Vol. 5 (Issue 1/2025)
Pages 1-161
DOI: 10.22618/TP.Cheiron.20255.1
You can read this issue in open access
Sophia Xenophontos
Abstract
Modern scholars have recognised the role of material and symbolic animals for the Byzantines. Nonetheless, we still lack zoocentric investigations concentrating on animals as embodied subjects with their own needs and intents. This article decentres Theodore Hyrtakenos’s Letters (fourteenth century) from the human narrator, makes his horse the focus of attention, and, using insights from posthumanism, modern equine ethology, veterinary science, horse nutrition, and historical praxeology, shows that this animal is not a narrative prop but a social actor and agent. It thus highlights the dynamics of the animal lens as a source for interdisciplinary methodologies that supplement and refine our interpretation of Byzantine sources.
Conny Burian
Abstract
The Nibelungenlied and Wolfram’s Parzival differ in their depiction of horses. In the Nibelungenlied, horses play a marginal role, but their richly adorned tack is described in detail. The focus on women’s equestrian pursuits, moreover, suggests a female perspective. Wolfram’s Parzival, by contrast, presents horses from a male perspective that foregrounds practical aspects of knightly horsemanship, such as riding in battle and tournaments, conformation, soundness, and care. The contrasting depiction of horses in these works may shed light on the enigmatic authors of these high medieval texts.
Gary A. O’Dell
Abstract
Edward Troye was America’s most celebrated painter of animal portraits during the nineteenth century, primarily of Thoroughbred horses. During 1855-56, he accompanied wealthy Kentucky turfman Keene Richards to the Near East on an expedition to purchase horses from among the Bedouins. This paper focuses primarily upon his travel through Palestine and the circumstances in which his Oriental paintings were created, an aspect of his life which has often been overlooked in favor of his better-known work concerning animal paintings. I have made extensive use of Troye’s personal journal, which provides a day-by-day accounting of this trip. Few other writers have tapped this important resource, and even then only sparingly. Finally, a number of significant errors made by previous researchers are corrected.
D.T. Potts
Abstract
The horses of Iran have attracted discussion since antiquity. Beginning in the mediaeval era they were exported en masse to India and used as diplomatic gifts for rulers from Britain to Japan. As increasing numbers of Europeans went to Iran in the eighteenth and nineteenth centuries, interest grew in the specific breeds raised there, the most promising crosses and the potential for enriching the stud farms of Europe and Russia. Concerted efforts were made by the Russian and Austrian governments to acquire mares and stallions for breeding purposes.
Reviewed by Anastasija Ropa
I am most pleased to recommend Trivent publishing to anyone who is at the “publish a book” stage of life. The team is professional, outstanding, supportive, they are intelligent editors who will direct, not coddle, an author on his/her journey to publication.
I have been working with the Philosophical Journal of Conflict and Violence since its debut in 2017. It has been a pleasant experience to see how the papers take shape in the process from submission to peer review to publication. The editor-in-chief together with the Trivent team do a tremendous job and are always seeking quality above all!
I’ve participated in two conferences organized by Trivent in the last few years and both were a nice experience – went smoothly and had decent talks in good spirit. When it came to managing manuscripts, I was surprised by the professionalism by which they helped my text get published. I definitely enjoyed working with them!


**Assignment**
Please print every record exactly as it stands, leaving out the pictures.

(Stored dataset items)
━━━━━━

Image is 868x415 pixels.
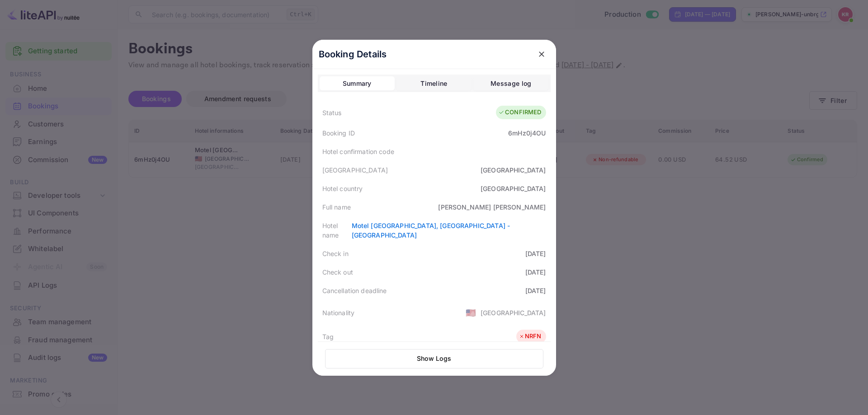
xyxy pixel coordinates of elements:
[322,128,355,138] div: Booking ID
[473,77,549,91] button: Message log
[352,222,511,239] a: Motel [GEOGRAPHIC_DATA], [GEOGRAPHIC_DATA] - [GEOGRAPHIC_DATA]
[534,46,550,62] button: close
[319,77,395,91] button: Summary
[322,221,352,240] div: Hotel name
[526,268,546,277] div: [DATE]
[319,47,387,61] p: Booking Details
[322,147,395,156] div: Hotel confirmation code
[322,332,334,341] div: Tag
[325,349,544,368] button: Show Logs
[397,77,471,91] button: Timeline
[481,165,546,175] div: [GEOGRAPHIC_DATA]
[420,78,447,89] div: Timeline
[498,108,541,117] div: CONFIRMED
[343,78,372,89] div: Summary
[438,202,546,212] div: [PERSON_NAME] [PERSON_NAME]
[526,249,546,258] div: [DATE]
[322,184,363,193] div: Hotel country
[508,128,546,138] div: 6mHz0j4OU
[322,268,353,277] div: Check out
[322,165,388,175] div: [GEOGRAPHIC_DATA]
[322,286,387,296] div: Cancellation deadline
[322,202,351,212] div: Full name
[322,249,349,258] div: Check in
[491,78,531,89] div: Message log
[519,332,541,341] div: NRFN
[481,308,546,318] div: [GEOGRAPHIC_DATA]
[322,308,355,318] div: Nationality
[466,305,476,321] span: United States
[322,108,342,117] div: Status
[526,286,546,296] div: [DATE]
[481,184,546,193] div: [GEOGRAPHIC_DATA]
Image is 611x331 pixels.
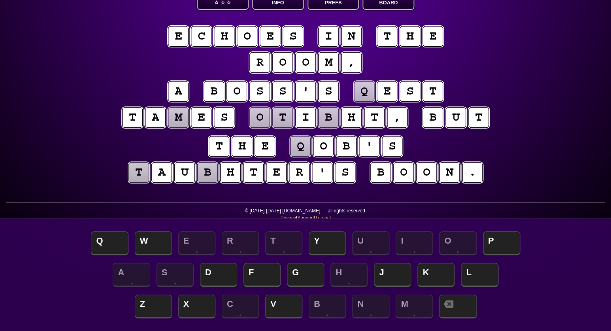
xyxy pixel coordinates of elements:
[265,294,302,318] span: V
[249,107,270,128] puzzle-tile: o
[197,162,218,183] puzzle-tile: b
[359,136,379,156] puzzle-tile: '
[260,26,280,47] puzzle-tile: e
[461,263,498,286] span: L
[445,107,466,128] puzzle-tile: u
[387,107,407,128] puzzle-tile: ,
[232,136,252,156] puzzle-tile: h
[295,107,316,128] puzzle-tile: i
[91,231,128,255] span: Q
[128,162,149,183] puzzle-tile: t
[318,81,339,102] puzzle-tile: s
[364,107,384,128] puzzle-tile: t
[174,162,195,183] puzzle-tile: u
[272,81,293,102] puzzle-tile: s
[222,294,259,318] span: C
[214,26,234,47] puzzle-tile: h
[272,107,293,128] puzzle-tile: t
[318,107,339,128] puzzle-tile: b
[336,136,356,156] puzzle-tile: b
[151,162,172,183] puzzle-tile: a
[265,231,302,255] span: T
[295,81,316,102] puzzle-tile: '
[335,162,355,183] puzzle-tile: s
[400,26,420,47] puzzle-tile: h
[393,162,414,183] puzzle-tile: o
[422,26,443,47] puzzle-tile: e
[422,107,443,128] puzzle-tile: b
[191,26,211,47] puzzle-tile: c
[341,52,362,73] puzzle-tile: ,
[309,231,346,255] span: Y
[226,81,247,102] puzzle-tile: o
[266,162,286,183] puzzle-tile: e
[145,107,166,128] puzzle-tile: a
[370,162,391,183] puzzle-tile: b
[243,162,264,183] puzzle-tile: t
[280,214,296,222] a: Privacy
[330,263,367,286] span: H
[422,81,443,102] puzzle-tile: t
[354,81,374,102] puzzle-tile: q
[168,81,188,102] puzzle-tile: a
[341,107,362,128] puzzle-tile: h
[287,263,324,286] span: G
[135,231,172,255] span: W
[209,136,229,156] puzzle-tile: t
[222,231,259,255] span: R
[377,26,397,47] puzzle-tile: t
[318,26,339,47] puzzle-tile: i
[214,107,234,128] puzzle-tile: s
[352,231,389,255] span: U
[417,263,454,286] span: K
[439,162,460,183] puzzle-tile: n
[283,26,303,47] puzzle-tile: s
[483,231,520,255] span: P
[462,162,482,183] puzzle-tile: .
[204,81,224,102] puzzle-tile: b
[374,263,411,286] span: J
[272,52,293,73] puzzle-tile: o
[249,81,270,102] puzzle-tile: s
[289,162,309,183] puzzle-tile: r
[315,214,331,222] a: Tutorial
[297,214,314,222] a: Support
[290,136,311,156] puzzle-tile: q
[237,26,257,47] puzzle-tile: o
[312,162,332,183] puzzle-tile: '
[341,26,362,47] puzzle-tile: n
[220,162,241,183] puzzle-tile: h
[156,263,194,286] span: S
[135,294,172,318] span: Z
[468,107,489,128] puzzle-tile: t
[396,294,433,318] span: M
[309,294,346,318] span: B
[178,231,215,255] span: E
[352,294,389,318] span: N
[113,263,150,286] span: A
[318,52,339,73] puzzle-tile: m
[439,231,476,255] span: O
[168,107,188,128] puzzle-tile: m
[254,136,275,156] puzzle-tile: e
[295,52,316,73] puzzle-tile: o
[191,107,211,128] puzzle-tile: e
[243,263,281,286] span: F
[178,294,215,318] span: X
[396,231,433,255] span: I
[122,107,143,128] puzzle-tile: t
[249,52,270,73] puzzle-tile: r
[200,263,237,286] span: D
[6,207,605,226] p: © [DATE]-[DATE] [DOMAIN_NAME] — all rights reserved. | |
[416,162,437,183] puzzle-tile: o
[382,136,402,156] puzzle-tile: s
[400,81,420,102] puzzle-tile: s
[377,81,397,102] puzzle-tile: e
[313,136,334,156] puzzle-tile: o
[168,26,188,47] puzzle-tile: e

━━━━━━

**Expected answer**
Image is 868x415 pixels.
xyxy pixel coordinates of elements:
[322,128,355,138] div: Booking ID
[473,77,549,91] button: Message log
[352,222,511,239] a: Motel [GEOGRAPHIC_DATA], [GEOGRAPHIC_DATA] - [GEOGRAPHIC_DATA]
[534,46,550,62] button: close
[319,77,395,91] button: Summary
[322,221,352,240] div: Hotel name
[526,268,546,277] div: [DATE]
[319,47,387,61] p: Booking Details
[322,147,395,156] div: Hotel confirmation code
[322,332,334,341] div: Tag
[325,349,544,368] button: Show Logs
[397,77,471,91] button: Timeline
[481,165,546,175] div: [GEOGRAPHIC_DATA]
[420,78,447,89] div: Timeline
[498,108,541,117] div: CONFIRMED
[343,78,372,89] div: Summary
[438,202,546,212] div: [PERSON_NAME] [PERSON_NAME]
[526,249,546,258] div: [DATE]
[322,184,363,193] div: Hotel country
[508,128,546,138] div: 6mHz0j4OU
[322,268,353,277] div: Check out
[322,165,388,175] div: [GEOGRAPHIC_DATA]
[322,286,387,296] div: Cancellation deadline
[322,202,351,212] div: Full name
[322,249,349,258] div: Check in
[491,78,531,89] div: Message log
[519,332,541,341] div: NRFN
[481,308,546,318] div: [GEOGRAPHIC_DATA]
[322,308,355,318] div: Nationality
[466,305,476,321] span: United States
[322,108,342,117] div: Status
[526,286,546,296] div: [DATE]
[481,184,546,193] div: [GEOGRAPHIC_DATA]
Image is 611x331 pixels.
xyxy pixel coordinates of elements:
[265,294,302,318] span: V
[249,107,270,128] puzzle-tile: o
[197,162,218,183] puzzle-tile: b
[359,136,379,156] puzzle-tile: '
[260,26,280,47] puzzle-tile: e
[461,263,498,286] span: L
[445,107,466,128] puzzle-tile: u
[387,107,407,128] puzzle-tile: ,
[232,136,252,156] puzzle-tile: h
[295,107,316,128] puzzle-tile: i
[91,231,128,255] span: Q
[128,162,149,183] puzzle-tile: t
[318,81,339,102] puzzle-tile: s
[364,107,384,128] puzzle-tile: t
[174,162,195,183] puzzle-tile: u
[272,81,293,102] puzzle-tile: s
[222,294,259,318] span: C
[214,26,234,47] puzzle-tile: h
[272,107,293,128] puzzle-tile: t
[318,107,339,128] puzzle-tile: b
[336,136,356,156] puzzle-tile: b
[151,162,172,183] puzzle-tile: a
[265,231,302,255] span: T
[295,81,316,102] puzzle-tile: '
[335,162,355,183] puzzle-tile: s
[400,26,420,47] puzzle-tile: h
[393,162,414,183] puzzle-tile: o
[422,26,443,47] puzzle-tile: e
[422,107,443,128] puzzle-tile: b
[191,26,211,47] puzzle-tile: c
[341,52,362,73] puzzle-tile: ,
[309,231,346,255] span: Y
[226,81,247,102] puzzle-tile: o
[266,162,286,183] puzzle-tile: e
[145,107,166,128] puzzle-tile: a
[370,162,391,183] puzzle-tile: b
[243,162,264,183] puzzle-tile: t
[280,214,296,222] a: Privacy
[330,263,367,286] span: H
[422,81,443,102] puzzle-tile: t
[354,81,374,102] puzzle-tile: q
[168,81,188,102] puzzle-tile: a
[341,107,362,128] puzzle-tile: h
[287,263,324,286] span: G
[135,231,172,255] span: W
[209,136,229,156] puzzle-tile: t
[222,231,259,255] span: R
[377,26,397,47] puzzle-tile: t
[318,26,339,47] puzzle-tile: i
[214,107,234,128] puzzle-tile: s
[352,231,389,255] span: U
[417,263,454,286] span: K
[439,162,460,183] puzzle-tile: n
[283,26,303,47] puzzle-tile: s
[483,231,520,255] span: P
[462,162,482,183] puzzle-tile: .
[204,81,224,102] puzzle-tile: b
[374,263,411,286] span: J
[272,52,293,73] puzzle-tile: o
[249,81,270,102] puzzle-tile: s
[289,162,309,183] puzzle-tile: r
[315,214,331,222] a: Tutorial
[297,214,314,222] a: Support
[290,136,311,156] puzzle-tile: q
[237,26,257,47] puzzle-tile: o
[312,162,332,183] puzzle-tile: '
[341,26,362,47] puzzle-tile: n
[220,162,241,183] puzzle-tile: h
[156,263,194,286] span: S
[135,294,172,318] span: Z
[468,107,489,128] puzzle-tile: t
[396,294,433,318] span: M
[309,294,346,318] span: B
[178,231,215,255] span: E
[352,294,389,318] span: N
[113,263,150,286] span: A
[318,52,339,73] puzzle-tile: m
[439,231,476,255] span: O
[168,107,188,128] puzzle-tile: m
[254,136,275,156] puzzle-tile: e
[295,52,316,73] puzzle-tile: o
[191,107,211,128] puzzle-tile: e
[243,263,281,286] span: F
[178,294,215,318] span: X
[396,231,433,255] span: I
[122,107,143,128] puzzle-tile: t
[249,52,270,73] puzzle-tile: r
[200,263,237,286] span: D
[6,207,605,226] p: © [DATE]-[DATE] [DOMAIN_NAME] — all rights reserved. | |
[416,162,437,183] puzzle-tile: o
[382,136,402,156] puzzle-tile: s
[400,81,420,102] puzzle-tile: s
[377,81,397,102] puzzle-tile: e
[313,136,334,156] puzzle-tile: o
[168,26,188,47] puzzle-tile: e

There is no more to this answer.